The Copper Mines
16 August, 2022
With a frost-slick bike, a pack full of snacks, and fully-charged dog, I left the cabin with the early sunrise. The brush along the gravel roadsides held a muted glitter of dew under the dully dappled sky, and the woods were silent as we made our way into the hills towards the historic mining town of Kennicott. After a quick 3.5 miles, we rolled across a bridge and into a canyon of red-painted wooden buildings punched with temptingly spooky windows.
Tucked between the brittle age of abandoned buildings, a similarly-styled new structure bore the sign of the National Park Service. Inside, a cheerful ranger in her 60s described the trails leading into the mountains above and the glaciers adjacent to the ghost town. I was looking for a climb that offered views, historical sites, and the promise of sore legs the following morning. A 4,0000 ft ascent to the ridgeline perch of Bonanza Mine fit the bill, so I registered our hike plan and, leaving the bike, we started on foot up the path into the mountains to the east.
The first part of the trail climbed a steep road of rutted mud through switchbacks cut through dense foliage. We kept a quick pace, and as the day warmed into the mid-50s, the close thickets became oppressively warm and damp.
The second half of the trail, my favorite, emerged from the thickets onto a meadowy shelf below the steeper inclines before climbing towards the peaks. The trail curved north into a bowl, traversing up through springy tundra and crumbling scree before curving back on the final ascent to a ridge overlooking the wider valley of Kennicott Glacier to the west. The shattered skeletons of Bonanza Mine’s copper operation clung to the mountainside just below the ridge line at the top of the bowl.
Scrambling up the slope, skirting the wreckage and crossing old minecart tracks, I delighted in searching out artifacts that had slowly rusted their way into the landscape after a century of disuse. While I’m generally more interested in the natural world than in structures or items of human origin, at a certain point the anthropogenic reaches an age at which, in my imagination, it can transmute into part of the landscape. In my mind, these discarded items become mysterious vessels from the past, holding tiny story fragments that whisper the history of the place where they lie, abandoned, in the present.
After passing through the outbuildings, we chanced the last skittering stretch of scree and climbed to the prow of the ridge. Tucking ourselves out of the wind under a rocky outcrop, we shared a meal of dried fruit and salmon jerky (me) and kibble (Ullr), watching the unending shift of clouds and light over the glacier below. A rain shower came and went, and as veils of heavier cloud sank over the far mountains, I repacked our gear and we started down into the valley.
We made good time on the return trip, arriving in the mill town an hour before sunset and stretching the remaining daylight to cover a mellow wander up one of the valley trails above the glacial terminus. The wind gave way to a sleepy evening calm, and with a final pulse of gold, the sun dropped away between distant mountains, and the colors ebbed and followed. In the last of the subarctic twilight, we returned to my bicycle for a final roll down towards the river and cabin.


◆ WHAT THE TASK ASKS ◆
Read the records below and report each line in which "cell" occurs.

◆ EXTRACTED DATA ◆

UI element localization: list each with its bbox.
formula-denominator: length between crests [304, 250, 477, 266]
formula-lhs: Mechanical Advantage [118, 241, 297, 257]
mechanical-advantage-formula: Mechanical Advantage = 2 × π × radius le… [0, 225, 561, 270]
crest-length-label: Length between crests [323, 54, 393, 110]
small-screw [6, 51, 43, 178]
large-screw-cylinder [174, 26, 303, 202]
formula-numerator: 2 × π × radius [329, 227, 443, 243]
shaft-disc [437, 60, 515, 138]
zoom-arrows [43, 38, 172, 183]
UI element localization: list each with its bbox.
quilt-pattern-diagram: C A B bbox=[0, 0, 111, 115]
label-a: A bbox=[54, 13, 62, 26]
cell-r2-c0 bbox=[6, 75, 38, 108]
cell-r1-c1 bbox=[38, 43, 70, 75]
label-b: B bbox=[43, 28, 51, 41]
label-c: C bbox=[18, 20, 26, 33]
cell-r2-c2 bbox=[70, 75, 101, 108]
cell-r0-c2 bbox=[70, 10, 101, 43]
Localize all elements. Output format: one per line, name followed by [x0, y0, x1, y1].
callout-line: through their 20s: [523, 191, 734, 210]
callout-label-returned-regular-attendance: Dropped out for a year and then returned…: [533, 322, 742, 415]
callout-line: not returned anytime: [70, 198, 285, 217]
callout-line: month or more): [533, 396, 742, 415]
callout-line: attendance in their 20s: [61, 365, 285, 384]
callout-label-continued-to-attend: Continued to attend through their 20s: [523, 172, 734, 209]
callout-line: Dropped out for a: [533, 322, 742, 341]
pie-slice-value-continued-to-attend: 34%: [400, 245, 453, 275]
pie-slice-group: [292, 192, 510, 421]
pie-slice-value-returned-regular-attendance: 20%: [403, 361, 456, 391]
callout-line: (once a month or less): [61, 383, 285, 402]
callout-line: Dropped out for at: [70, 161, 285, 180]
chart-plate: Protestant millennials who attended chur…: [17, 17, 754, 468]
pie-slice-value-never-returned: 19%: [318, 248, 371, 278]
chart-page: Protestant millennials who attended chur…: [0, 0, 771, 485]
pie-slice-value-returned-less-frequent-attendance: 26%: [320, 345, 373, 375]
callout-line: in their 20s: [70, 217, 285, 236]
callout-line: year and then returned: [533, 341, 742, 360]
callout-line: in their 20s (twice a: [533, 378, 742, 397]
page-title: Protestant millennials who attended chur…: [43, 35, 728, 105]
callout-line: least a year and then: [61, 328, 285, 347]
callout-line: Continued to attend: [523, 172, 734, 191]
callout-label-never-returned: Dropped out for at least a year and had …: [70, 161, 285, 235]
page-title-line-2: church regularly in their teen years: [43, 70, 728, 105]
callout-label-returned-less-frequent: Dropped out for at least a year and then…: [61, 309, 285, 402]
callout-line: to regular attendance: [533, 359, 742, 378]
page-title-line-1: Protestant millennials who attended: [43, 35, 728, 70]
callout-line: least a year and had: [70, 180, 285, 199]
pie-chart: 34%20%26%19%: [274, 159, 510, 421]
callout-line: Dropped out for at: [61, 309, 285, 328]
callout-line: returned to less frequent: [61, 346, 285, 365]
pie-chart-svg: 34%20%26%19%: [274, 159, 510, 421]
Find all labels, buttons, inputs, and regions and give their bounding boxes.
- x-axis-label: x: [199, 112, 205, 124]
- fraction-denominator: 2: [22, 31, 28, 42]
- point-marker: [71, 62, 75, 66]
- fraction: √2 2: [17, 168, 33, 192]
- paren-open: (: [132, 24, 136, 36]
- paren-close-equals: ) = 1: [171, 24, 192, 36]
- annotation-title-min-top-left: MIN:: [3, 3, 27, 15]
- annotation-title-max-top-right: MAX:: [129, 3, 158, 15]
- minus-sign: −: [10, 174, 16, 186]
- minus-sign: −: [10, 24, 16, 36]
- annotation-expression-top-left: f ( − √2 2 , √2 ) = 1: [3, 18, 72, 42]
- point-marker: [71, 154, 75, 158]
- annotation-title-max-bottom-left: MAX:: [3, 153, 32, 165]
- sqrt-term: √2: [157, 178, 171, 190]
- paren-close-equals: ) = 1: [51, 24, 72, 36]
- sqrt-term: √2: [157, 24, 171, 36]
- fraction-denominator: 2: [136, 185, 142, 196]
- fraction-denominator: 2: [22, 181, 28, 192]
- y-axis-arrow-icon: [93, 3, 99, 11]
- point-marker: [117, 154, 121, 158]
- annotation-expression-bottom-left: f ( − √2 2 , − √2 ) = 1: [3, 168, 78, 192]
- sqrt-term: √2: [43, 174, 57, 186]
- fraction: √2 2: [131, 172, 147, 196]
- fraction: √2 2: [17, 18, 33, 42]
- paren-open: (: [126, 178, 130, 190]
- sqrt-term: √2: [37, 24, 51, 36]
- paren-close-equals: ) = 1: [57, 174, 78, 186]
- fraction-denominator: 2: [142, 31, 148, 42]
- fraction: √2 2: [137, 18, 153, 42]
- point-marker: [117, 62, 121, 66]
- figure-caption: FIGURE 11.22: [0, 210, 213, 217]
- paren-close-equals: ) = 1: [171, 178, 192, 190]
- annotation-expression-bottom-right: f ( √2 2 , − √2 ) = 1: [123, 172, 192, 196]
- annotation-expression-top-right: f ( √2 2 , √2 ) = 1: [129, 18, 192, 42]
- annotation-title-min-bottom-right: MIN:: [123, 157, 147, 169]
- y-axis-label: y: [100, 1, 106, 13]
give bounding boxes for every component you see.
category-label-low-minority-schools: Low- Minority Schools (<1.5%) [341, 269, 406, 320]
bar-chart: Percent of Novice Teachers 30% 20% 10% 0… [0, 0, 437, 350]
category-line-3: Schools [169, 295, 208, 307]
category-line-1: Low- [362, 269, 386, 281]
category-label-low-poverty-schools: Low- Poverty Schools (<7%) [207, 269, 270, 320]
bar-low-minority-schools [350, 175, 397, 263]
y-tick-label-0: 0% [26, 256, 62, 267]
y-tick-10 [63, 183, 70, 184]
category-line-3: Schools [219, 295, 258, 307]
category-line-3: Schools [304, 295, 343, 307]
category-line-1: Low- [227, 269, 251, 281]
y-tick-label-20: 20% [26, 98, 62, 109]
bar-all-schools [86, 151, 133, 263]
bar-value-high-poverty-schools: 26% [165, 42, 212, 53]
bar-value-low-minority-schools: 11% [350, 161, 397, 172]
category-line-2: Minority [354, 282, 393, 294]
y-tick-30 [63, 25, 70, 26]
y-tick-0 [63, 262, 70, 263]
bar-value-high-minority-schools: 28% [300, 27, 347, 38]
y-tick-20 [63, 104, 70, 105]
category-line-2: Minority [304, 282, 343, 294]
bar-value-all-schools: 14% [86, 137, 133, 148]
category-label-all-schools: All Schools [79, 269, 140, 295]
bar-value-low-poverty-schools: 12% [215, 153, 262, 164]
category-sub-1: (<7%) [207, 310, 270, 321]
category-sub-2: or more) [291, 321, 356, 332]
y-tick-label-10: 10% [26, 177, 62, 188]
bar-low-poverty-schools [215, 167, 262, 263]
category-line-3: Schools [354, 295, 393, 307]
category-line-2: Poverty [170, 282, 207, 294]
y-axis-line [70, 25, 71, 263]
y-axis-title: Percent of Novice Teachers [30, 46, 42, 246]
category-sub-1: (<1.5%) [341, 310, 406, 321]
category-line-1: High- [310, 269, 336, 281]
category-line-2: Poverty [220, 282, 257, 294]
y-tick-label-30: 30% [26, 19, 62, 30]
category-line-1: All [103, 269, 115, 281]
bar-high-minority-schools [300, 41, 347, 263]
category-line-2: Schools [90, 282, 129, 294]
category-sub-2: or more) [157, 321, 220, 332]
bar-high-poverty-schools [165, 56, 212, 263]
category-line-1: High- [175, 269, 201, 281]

◆ ANSWER SECTION ◆
cell-r2-c0 bbox=[6, 75, 38, 108]
cell-r1-c1 bbox=[38, 43, 70, 75]
cell-r2-c2 bbox=[70, 75, 101, 108]
cell-r0-c2 bbox=[70, 10, 101, 43]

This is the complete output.